Authorities are trying to find a man accused of stealing the name and credentials of a qualified doctor to enter Australia and work in NSW hospitals for more than 10 years.
Shyam Acharya allegedly posed as Sarang Chitale to work at Manly, Hornsby, Wyong and Gosford hospitals between 2003 and 2014, and at private medical research company Novotech between June 2015 and September 2016.
He was also able to get Australian citizenship.
Acharya has been charged by the Australian Health Practitioner Regulation Agency and the case is due in court in April, but it's not clear if he will face court as he is believed to have fled the country.
The current court case against Acharya will not deal with how he was allegedly able to enter and leave Australia or obtain citizenship in the name of the other doctor, NSW Health said on Tuesday.
The Department of Immigration and Border Protection is investigating the matter, a spokeswoman said in a statement to AAP.
Watch the Health Minister speak about the case:
Premier Gladys Berejiklian acknowledged NSW Health must claim responsibility.
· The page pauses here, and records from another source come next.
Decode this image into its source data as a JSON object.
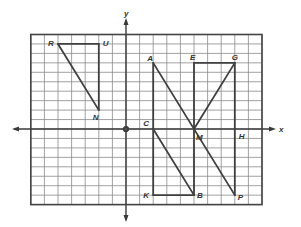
{
  "diagram": {
    "type": "coordinate-grid",
    "axes": {
      "x_label": "x",
      "y_label": "y",
      "origin_label": "O",
      "x_range": [
        -7,
        10
      ],
      "y_range": [
        -8,
        10
      ]
    },
    "colors": {
      "grid": "#8a8a8a",
      "frame": "#444444",
      "axis": "#3a3a3a",
      "figure": "#404040",
      "label": "#333333",
      "background": "#ffffff"
    },
    "points": [
      {
        "label": "R",
        "x": -5,
        "y": 9
      },
      {
        "label": "U",
        "x": -2,
        "y": 9
      },
      {
        "label": "N",
        "x": -2,
        "y": 2
      },
      {
        "label": "A",
        "x": 2,
        "y": 7
      },
      {
        "label": "E",
        "x": 5,
        "y": 7
      },
      {
        "label": "G",
        "x": 8,
        "y": 7
      },
      {
        "label": "C",
        "x": 2,
        "y": 0
      },
      {
        "label": "M",
        "x": 5,
        "y": 0
      },
      {
        "label": "H",
        "x": 8,
        "y": 0
      },
      {
        "label": "K",
        "x": 2,
        "y": -7
      },
      {
        "label": "B",
        "x": 5,
        "y": -7
      },
      {
        "label": "P",
        "x": 8,
        "y": -7
      }
    ],
    "segments": [
      [
        "R",
        "U"
      ],
      [
        "U",
        "N"
      ],
      [
        "R",
        "N"
      ],
      [
        "A",
        "K"
      ],
      [
        "K",
        "B"
      ],
      [
        "C",
        "B"
      ],
      [
        "A",
        "P"
      ],
      [
        "E",
        "G"
      ],
      [
        "E",
        "B"
      ],
      [
        "G",
        "P"
      ],
      [
        "G",
        "M"
      ]
    ],
    "figures": [
      {
        "name": "triangle-RUN",
        "vertices": [
          "R",
          "U",
          "N"
        ]
      },
      {
        "name": "triangle-CKB",
        "vertices": [
          "C",
          "K",
          "B"
        ]
      },
      {
        "name": "triangle-EGM",
        "vertices": [
          "E",
          "G",
          "M"
        ]
      },
      {
        "name": "triangle-MHP",
        "vertices": [
          "M",
          "H",
          "P"
        ]
      }
    ]
  }
}
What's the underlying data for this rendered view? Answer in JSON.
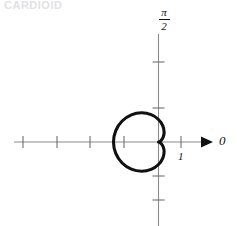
{
  "header": {
    "cutoff_text": "CARDIOID"
  },
  "figure": {
    "title": "",
    "polar_axis_label": "0",
    "vertical_axis_label_numerator": "π",
    "vertical_axis_label_denominator": "2",
    "unit_tick_label": "1",
    "colors": {
      "curve": "#111111",
      "axis": "#8a8a8a",
      "text": "#111111",
      "background": "#ffffff"
    }
  },
  "chart_data": {
    "type": "line",
    "plot_kind": "polar-curve",
    "title": "",
    "subtitle": "",
    "curve_name": "cardioid",
    "equation": "r = 1 - cos(theta)",
    "xlabel": "0",
    "ylabel": "π/2",
    "grid": false,
    "legend": null,
    "axes": {
      "polar_axis_direction": "right",
      "polar_axis_label": "0",
      "vertical_axis_label": "π/2",
      "xlim": [
        -2.6,
        1.6
      ],
      "ylim": [
        -1.85,
        1.85
      ],
      "x_ticks": [
        -2,
        -1.5,
        -1,
        -0.5,
        1
      ],
      "x_tick_labels": [
        "",
        "",
        "",
        "",
        "1"
      ],
      "y_ticks": [
        -1,
        1
      ],
      "y_tick_labels": [
        "",
        ""
      ],
      "arrow_on_x_axis": true,
      "unit_tick_value": 1
    },
    "r_max": 2,
    "cusp_at_origin": true,
    "opens_toward": "left",
    "theta_range_deg": [
      0,
      360
    ],
    "points_polar": [
      {
        "theta_deg": 0,
        "r": 0.0
      },
      {
        "theta_deg": 15,
        "r": 0.034
      },
      {
        "theta_deg": 30,
        "r": 0.134
      },
      {
        "theta_deg": 45,
        "r": 0.293
      },
      {
        "theta_deg": 60,
        "r": 0.5
      },
      {
        "theta_deg": 75,
        "r": 0.741
      },
      {
        "theta_deg": 90,
        "r": 1.0
      },
      {
        "theta_deg": 105,
        "r": 1.259
      },
      {
        "theta_deg": 120,
        "r": 1.5
      },
      {
        "theta_deg": 135,
        "r": 1.707
      },
      {
        "theta_deg": 150,
        "r": 1.866
      },
      {
        "theta_deg": 165,
        "r": 1.966
      },
      {
        "theta_deg": 180,
        "r": 2.0
      },
      {
        "theta_deg": 195,
        "r": 1.966
      },
      {
        "theta_deg": 210,
        "r": 1.866
      },
      {
        "theta_deg": 225,
        "r": 1.707
      },
      {
        "theta_deg": 240,
        "r": 1.5
      },
      {
        "theta_deg": 255,
        "r": 1.259
      },
      {
        "theta_deg": 270,
        "r": 1.0
      },
      {
        "theta_deg": 285,
        "r": 0.741
      },
      {
        "theta_deg": 300,
        "r": 0.5
      },
      {
        "theta_deg": 315,
        "r": 0.293
      },
      {
        "theta_deg": 330,
        "r": 0.134
      },
      {
        "theta_deg": 345,
        "r": 0.034
      },
      {
        "theta_deg": 360,
        "r": 0.0
      }
    ]
  }
}
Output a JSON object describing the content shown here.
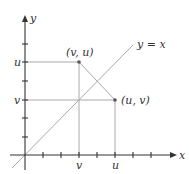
{
  "diagram": {
    "axes": {
      "x_label": "x",
      "y_label": "y"
    },
    "line_label": "y = x",
    "tick_labels": {
      "x_v": "v",
      "x_u": "u",
      "y_u": "u",
      "y_v": "v"
    },
    "points": [
      {
        "label": "(v, u)",
        "x": 3,
        "y": 5
      },
      {
        "label": "(u, v)",
        "x": 5,
        "y": 3
      }
    ],
    "colors": {
      "axis": "#333333",
      "guide": "#9a9a9a",
      "point": "#555555"
    }
  }
}
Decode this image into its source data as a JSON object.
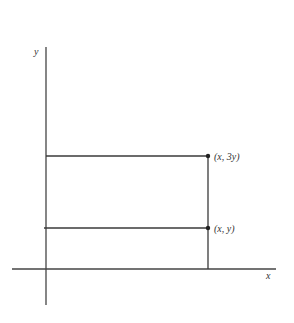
{
  "diagram": {
    "axes": {
      "x_label": "x",
      "y_label": "y",
      "color": "#444444"
    },
    "points": [
      {
        "label": "(x, 3y)",
        "px": 208,
        "py": 156
      },
      {
        "label": "(x, y)",
        "px": 208,
        "py": 228
      }
    ],
    "colors": {
      "line": "#3a3a3a",
      "text": "#333333",
      "background": "#ffffff"
    }
  }
}
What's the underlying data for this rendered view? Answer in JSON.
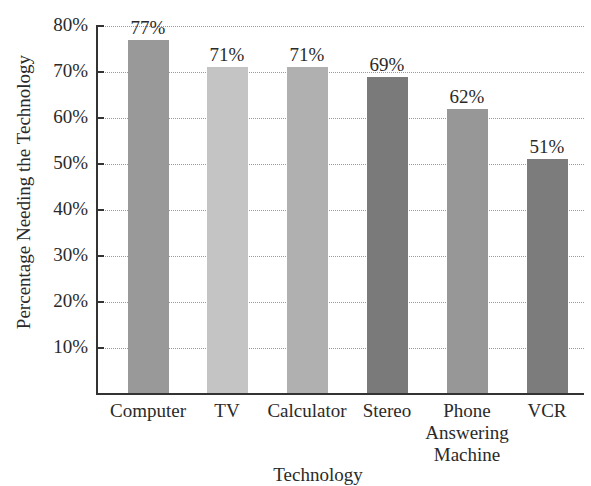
{
  "chart_data": {
    "type": "bar",
    "title": "",
    "xlabel": "Technology",
    "ylabel": "Percentage Needing the Technology",
    "categories": [
      "Computer",
      "TV",
      "Calculator",
      "Stereo",
      "Phone Answering Machine",
      "VCR"
    ],
    "values": [
      77,
      71,
      71,
      69,
      62,
      51
    ],
    "value_labels": [
      "77%",
      "71%",
      "71%",
      "69%",
      "62%",
      "51%"
    ],
    "bar_colors": [
      "#999999",
      "#c4c4c4",
      "#b0b0b0",
      "#7a7a7a",
      "#979797",
      "#7c7c7c"
    ],
    "ylim": [
      0,
      80
    ],
    "yticks": [
      10,
      20,
      30,
      40,
      50,
      60,
      70,
      80
    ],
    "ytick_labels": [
      "10%",
      "20%",
      "30%",
      "40%",
      "50%",
      "60%",
      "70%",
      "80%"
    ],
    "grid": "horizontal dotted",
    "legend": null
  },
  "labels": {
    "xlabel": "Technology",
    "ylabel": "Percentage Needing the Technology",
    "categories": [
      "Computer",
      "TV",
      "Calculator",
      "Stereo",
      "Phone\nAnswering\nMachine",
      "VCR"
    ]
  }
}
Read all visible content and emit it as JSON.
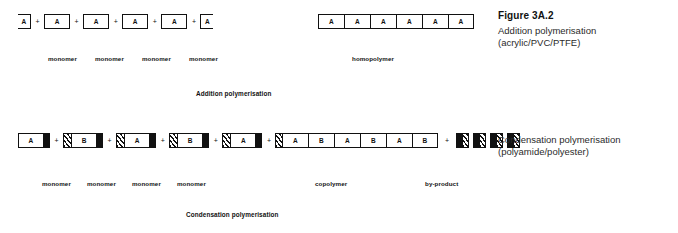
{
  "figure": {
    "number": "Figure 3A.2",
    "addition_caption_line1": "Addition polymerisation",
    "addition_caption_line2": "(acrylic/PVC/PTFE)",
    "condensation_caption_line1": "Condensation polymerisation",
    "condensation_caption_line2": "(polyamide/polyester)"
  },
  "colors": {
    "ink": "#111111",
    "paper": "#ffffff",
    "caption_text": "#2b2b2b"
  },
  "symbols": {
    "plus": "+"
  },
  "addition": {
    "process_label": "Addition polymerisation",
    "reactants": {
      "units": [
        {
          "letter": "A",
          "shape": "clip-left"
        },
        {
          "letter": "A",
          "shape": "full"
        },
        {
          "letter": "A",
          "shape": "full"
        },
        {
          "letter": "A",
          "shape": "full"
        },
        {
          "letter": "A",
          "shape": "full"
        },
        {
          "letter": "A",
          "shape": "clip-right"
        }
      ],
      "labels": [
        "monomer",
        "monomer",
        "monomer",
        "monomer"
      ]
    },
    "product": {
      "name": "homopolymer",
      "chain": [
        "A",
        "A",
        "A",
        "A",
        "A",
        "A"
      ]
    }
  },
  "condensation": {
    "process_label": "Condensation polymerisation",
    "reactants": {
      "units": [
        {
          "letter": "A",
          "left_group": "none",
          "right_group": "black"
        },
        {
          "letter": "B",
          "left_group": "hatched",
          "right_group": "black"
        },
        {
          "letter": "A",
          "left_group": "hatched",
          "right_group": "black"
        },
        {
          "letter": "B",
          "left_group": "hatched",
          "right_group": "black"
        },
        {
          "letter": "A",
          "left_group": "hatched",
          "right_group": "black"
        },
        {
          "letter": "B",
          "left_group": "hatched",
          "right_group": "none"
        }
      ],
      "labels": [
        "monomer",
        "monomer",
        "monomer",
        "monomer"
      ]
    },
    "product": {
      "name": "copolymer",
      "chain": [
        "A",
        "B",
        "A",
        "B",
        "A",
        "B"
      ]
    },
    "byproduct": {
      "name": "by-product",
      "count": 4
    }
  }
}
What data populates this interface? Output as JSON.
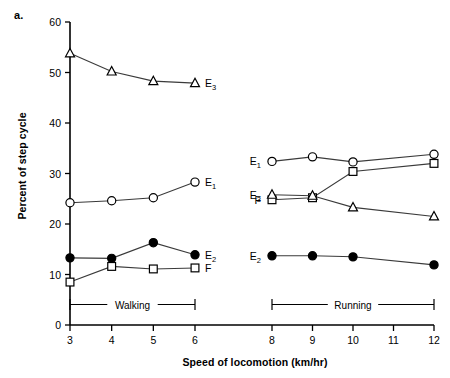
{
  "figure": {
    "panel_label": "a.",
    "ylabel": "Percent of step cycle",
    "xlabel": "Speed of locomotion (km/hr)"
  },
  "axes": {
    "y_ticks": [
      "0",
      "10",
      "20",
      "30",
      "40",
      "50",
      "60"
    ],
    "x_ticks": [
      "3",
      "4",
      "5",
      "6",
      "8",
      "9",
      "10",
      "11",
      "12"
    ]
  },
  "brackets": [
    {
      "label": "Walking",
      "from": 3,
      "to": 6
    },
    {
      "label": "Running",
      "from": 8,
      "to": 12
    }
  ],
  "series_labels": {
    "e1": "E",
    "e1_sub": "1",
    "e2": "E",
    "e2_sub": "2",
    "e3": "E",
    "e3_sub": "3",
    "f": "F"
  },
  "chart_data": {
    "type": "line",
    "title": "",
    "xlabel": "Speed of locomotion (km/hr)",
    "ylabel": "Percent of step cycle",
    "xlim": [
      3,
      12
    ],
    "ylim": [
      0,
      60
    ],
    "grid": false,
    "legend": "inline-labels",
    "x_break": [
      6,
      8
    ],
    "groups": [
      {
        "name": "Walking",
        "x": [
          3,
          4,
          5,
          6
        ],
        "series": [
          {
            "name": "E3",
            "marker": "open-triangle",
            "values": [
              53.8,
              50.2,
              48.3,
              47.9
            ],
            "label_side": "right"
          },
          {
            "name": "E1",
            "marker": "open-circle",
            "values": [
              24.2,
              24.6,
              25.2,
              28.3
            ],
            "label_side": "right"
          },
          {
            "name": "E2",
            "marker": "filled-circle",
            "values": [
              13.3,
              13.2,
              16.3,
              13.9
            ],
            "label_side": "right"
          },
          {
            "name": "F",
            "marker": "open-square",
            "values": [
              8.5,
              11.6,
              11.1,
              11.3
            ],
            "label_side": "right"
          }
        ]
      },
      {
        "name": "Running",
        "x": [
          8,
          9,
          10,
          12
        ],
        "series": [
          {
            "name": "E1",
            "marker": "open-circle",
            "values": [
              32.4,
              33.3,
              32.3,
              33.8
            ],
            "label_side": "left"
          },
          {
            "name": "F",
            "marker": "open-square",
            "values": [
              24.8,
              25.2,
              30.4,
              32.0
            ],
            "label_side": "left"
          },
          {
            "name": "E3",
            "marker": "open-triangle",
            "values": [
              25.8,
              25.6,
              23.3,
              21.5
            ],
            "label_side": "left"
          },
          {
            "name": "E2",
            "marker": "filled-circle",
            "values": [
              13.7,
              13.7,
              13.5,
              11.9
            ],
            "label_side": "left"
          }
        ]
      }
    ]
  }
}
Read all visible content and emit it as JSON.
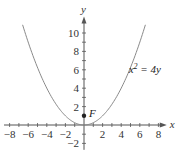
{
  "chart_data": {
    "type": "line",
    "title": "",
    "xlabel": "x",
    "ylabel": "y",
    "xlim": [
      -8.6,
      8.9
    ],
    "ylim": [
      -2.7,
      11.8
    ],
    "grid": false,
    "x_ticks": [
      -8,
      -7,
      -6,
      -5,
      -4,
      -3,
      -2,
      -1,
      1,
      2,
      3,
      4,
      5,
      6,
      7,
      8
    ],
    "x_tick_labels": [
      {
        "value": -8,
        "label": "−8"
      },
      {
        "value": -6,
        "label": "−6"
      },
      {
        "value": -4,
        "label": "−4"
      },
      {
        "value": -2,
        "label": "−2"
      },
      {
        "value": 2,
        "label": "2"
      },
      {
        "value": 4,
        "label": "4"
      },
      {
        "value": 6,
        "label": "6"
      },
      {
        "value": 8,
        "label": "8"
      }
    ],
    "y_ticks": [
      -2,
      -1,
      1,
      2,
      3,
      4,
      5,
      6,
      7,
      8,
      9,
      10
    ],
    "y_tick_labels": [
      {
        "value": -2,
        "label": "−2"
      },
      {
        "value": 2,
        "label": "2"
      },
      {
        "value": 4,
        "label": "4"
      },
      {
        "value": 6,
        "label": "6"
      },
      {
        "value": 8,
        "label": "8"
      },
      {
        "value": 10,
        "label": "10"
      }
    ],
    "series": [
      {
        "name": "x² = 4y",
        "equation": "y = x^2 / 4",
        "x_range": [
          -6.6,
          6.6
        ],
        "color": "#8a8a8a"
      }
    ],
    "points": [
      {
        "name": "F",
        "x": 0,
        "y": 1,
        "label": "F"
      }
    ],
    "annotations": [
      {
        "text_base": "x",
        "text_sup": "2",
        "text_rest": " = 4y",
        "x": 4.8,
        "y": 5.7
      }
    ]
  }
}
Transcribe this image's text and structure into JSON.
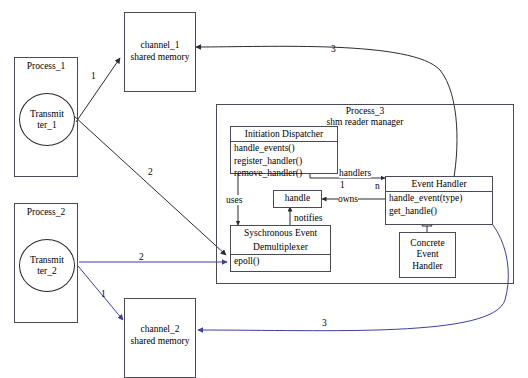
{
  "diagram": {
    "colors": {
      "black_edge": "#2b2b33",
      "blue_edge": "#3b3f9e",
      "box_stroke": "#4a4a56",
      "background": "#ffffff",
      "text": "#000000"
    }
  },
  "processes": [
    {
      "id": "process_1",
      "title": "Process_1",
      "actor": {
        "line1": "Transmit",
        "line2": "ter_1"
      }
    },
    {
      "id": "process_2",
      "title": "Process_2",
      "actor": {
        "line1": "Transmit",
        "line2": "ter_2"
      }
    }
  ],
  "channels": [
    {
      "id": "channel_1",
      "line1": "channel_1",
      "line2": "shared memory"
    },
    {
      "id": "channel_2",
      "line1": "channel_2",
      "line2": "shared memory"
    }
  ],
  "process_3": {
    "title_line1": "Process_3",
    "title_line2": "shm reader manager",
    "classes": {
      "initiation_dispatcher": {
        "name": "Initiation Dispatcher",
        "operations": [
          "handle_events()",
          "register_handler()",
          "remove_handler()"
        ]
      },
      "event_handler": {
        "name": "Event Handler",
        "operations": [
          "handle_event(type)",
          "get_handle()"
        ]
      },
      "concrete_event_handler": {
        "line1": "Concrete",
        "line2": "Event",
        "line3": "Handler"
      },
      "handle": {
        "name": "handle"
      },
      "demultiplexer": {
        "line1": "Syschronous Event",
        "line2": "Demultiplexer",
        "operations": [
          "epoll()"
        ]
      }
    },
    "relations": {
      "handlers_label": "handlers",
      "mult_one": "1",
      "mult_n": "n",
      "uses_label": "uses",
      "owns_label": "owns",
      "notifies_label": "notifies"
    }
  },
  "flow_labels": {
    "p1_to_channel1": "1",
    "p1_to_epoll": "2",
    "handler_to_channel1": "3",
    "p2_to_channel2": "1",
    "p2_to_epoll": "2",
    "handler_to_channel2": "3"
  }
}
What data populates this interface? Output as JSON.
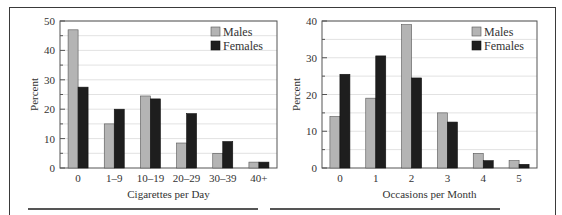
{
  "colors": {
    "males": "#b4b4b4",
    "females": "#1e1e1e",
    "grid": "#e2e2e2",
    "axis": "#555555"
  },
  "chart_data": [
    {
      "type": "bar",
      "title": "",
      "xlabel": "Cigarettes per Day",
      "ylabel": "Percent",
      "ylim": [
        0,
        50
      ],
      "yticks": [
        0,
        10,
        20,
        30,
        40,
        50
      ],
      "grid": true,
      "legend_position": "upper right",
      "categories": [
        "0",
        "1–9",
        "10–19",
        "20–29",
        "30–39",
        "40+"
      ],
      "series": [
        {
          "name": "Males",
          "values": [
            47,
            15,
            24.5,
            8.5,
            5,
            2
          ]
        },
        {
          "name": "Females",
          "values": [
            27.5,
            20,
            23.5,
            18.5,
            9,
            2
          ]
        }
      ]
    },
    {
      "type": "bar",
      "title": "",
      "xlabel": "Occasions per Month",
      "ylabel": "Percent",
      "ylim": [
        0,
        40
      ],
      "yticks": [
        0,
        10,
        20,
        30,
        40
      ],
      "grid": true,
      "legend_position": "upper right",
      "categories": [
        "0",
        "1",
        "2",
        "3",
        "4",
        "5"
      ],
      "series": [
        {
          "name": "Males",
          "values": [
            14,
            19,
            39,
            15,
            4,
            2
          ]
        },
        {
          "name": "Females",
          "values": [
            25.5,
            30.5,
            24.5,
            12.5,
            2,
            1
          ]
        }
      ]
    }
  ],
  "legend": {
    "males_label": "Males",
    "females_label": "Females"
  }
}
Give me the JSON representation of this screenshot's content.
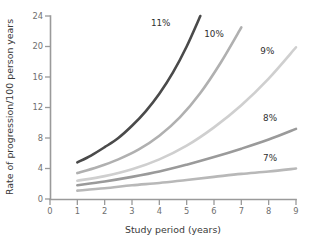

"There's no doubt there's a huge number of questions around his registration criteria, his qualifications, all those issues which I know now, many doctors whether they're from overseas or local, go through so many processes now to demonstrate their qualification. Clearly this didn't happen 11 years ago."
She said since that time, more "stringent" guidelines had been introduced, but "the fact that it went on for 11 years adds to the surprise and shock that many people are feeling today".
"Clearly we need to make sure at a state level we've done everything we can," she said.
She said that the NSW health minister would raise the issue at the next COAG meeting to determine what went wrong and what needed improving to ensure that people posing as doctors could never practice.
However Ms Berejiklian added that the matter was also a federal one.
"This is really an issue about how this person got through our border protection system at a national level with fake passport ID and put himself up to be something he clearly isn't,” she said.
"It's unacceptable that he entered our country with a fake passport, fake ID, got through the border protection system, and put himself up for something that he wasn't."
Watch the AMA president speak about the case:
NSW Health would not say whether Mr Acharya had any medical experience before working in Australia.
Ms Crawshaw said Mr Acharya’s status as a junior doctor with limited registration meant he was subject to supervision.
She said Australia's Health Practitioner Regulation Agency advised NSW Health it was investigating Acharya in 2016 - more than two years after he left the state's public health system.
He has since been charged with a breach of the Health Practitioner Regulation National Law, and if convicted faces fines of up to $30,000.